Stephen Miller, White House deputy chief of staff and architect of some of the Trump administration’s most hardline immigration policies, has listed his Arlington home for $3.75 million — just two years after buying it for $2.875 million.
Miller and his wife, podcaster Katie Miller, appear to have quietly fled the neighborhood in recent weeks. Neighbors say they were spotted moving out, and the house officially hit the market on October 7, according to ARLnow. The exit comes after several rounds of peaceful chalk protests on the sidewalk outside their home, with messages like “Stephen Miller is destroying democracy,” “stop the kidnapping,” and “no white nationalism” scrawled in bold letters.

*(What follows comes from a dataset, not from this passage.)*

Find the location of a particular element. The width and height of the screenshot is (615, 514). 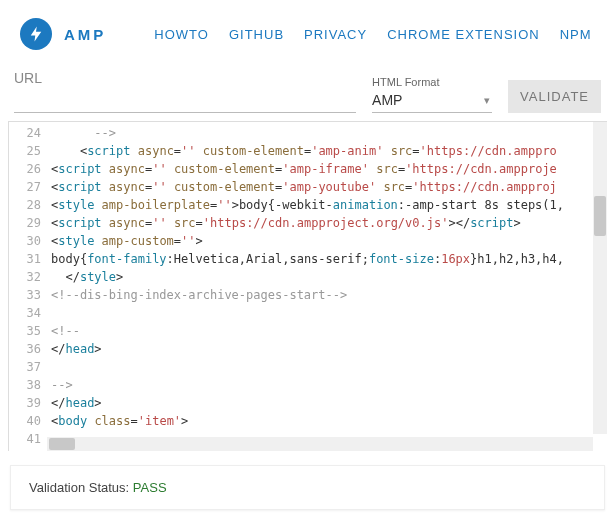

While the chalk eventually washed away, the tension apparently didn’t. Katie Miller lashed out on social media: “To the ‘Tolerant Left’ who spent their day trying to intimidate us in the house where we have three young children: We will not back down. We will not cower in fear. We will double down. Always, For Charlie.”
Stephen Miller went a step further, calling the chalk messages “terroristic threats” during an appearance on The Sean Hannity Show.
The home listing paints a very different picture from the chaos the Millers described: six bedrooms, 6.5 baths, and “luxury living at its finest,” all wrapped in “comprehensive security.” What’s less clear is how a man with no private-sector resume, no known business ventures, and no discernible talent outside of writing xenophobic policy memos, ended up in a multimillion-dollar property in one of Arlington’s wealthiest enclaves.
Public service, after all, doesn’t usually come with a luxury real estate portfolio. But for Stephen Miller — who has managed to parlay his time in Washington into a career of right-wing influence — it seems the grift pays well.